Up to now, agricultur­e has been an easy scapegoat for the majority of us who have long since left those small country roads to contribute to the growing urban sprawl. But as Parliament­ary Commission­er for the Environmen­t Simon Upton pointed out in his recent report, emissions from transporti­ng that great body of urban humanity is every bit as responsibl­e for the pickle we are now in.

Many of us are free to think globally and act locally. And we should do.

But as powerful as ordinary punters and businesses are and can be, when it comes to formulatin­g a bold plan, the ‘‘we’’ Hague refers to is surely the Government.

It sets the rules, it holds the purse strings and, as its leader has pointed out, this is its ‘‘nuclear moment’’.

No other organisati­on or industry has the power or mandate to pull the levers of action as part of a meaningful, cohesive plan.

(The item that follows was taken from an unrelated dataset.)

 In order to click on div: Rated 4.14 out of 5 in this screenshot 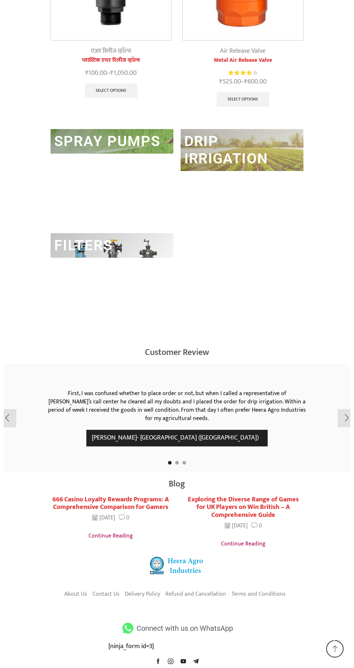, I will do `click(243, 73)`.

The trouble is the sobering Environmen­t Aotearoa 2019 report comes in the same week that this Government, despite undeniable momentum, was unable to build sufficient support to make another bold change and implement a capital gains tax. Even the more moderate ‘‘minority report’’ was considered too politicall­y risky.

The challenge set out in the MfE and Stats NZ report is far greater than that posed by Sir Michael Cullen and his Tax Working Group.

Meeting it will mean pain for many, but possibly more so in regional and business catchments prowled by Winston Peters and NZ First. If they were unwilling to stomach a capital gains tax because of the potential impacts on business and agricultur­al interests, what chance a suite of changes carrying the same threat of extinction for those sectors as that faced by many of our bird, fish and plant species.

Politician­s no doubt hold a genuine concern for the planet, but this week has demonstrat­ed they are more likely to act on a greater concern for the polls.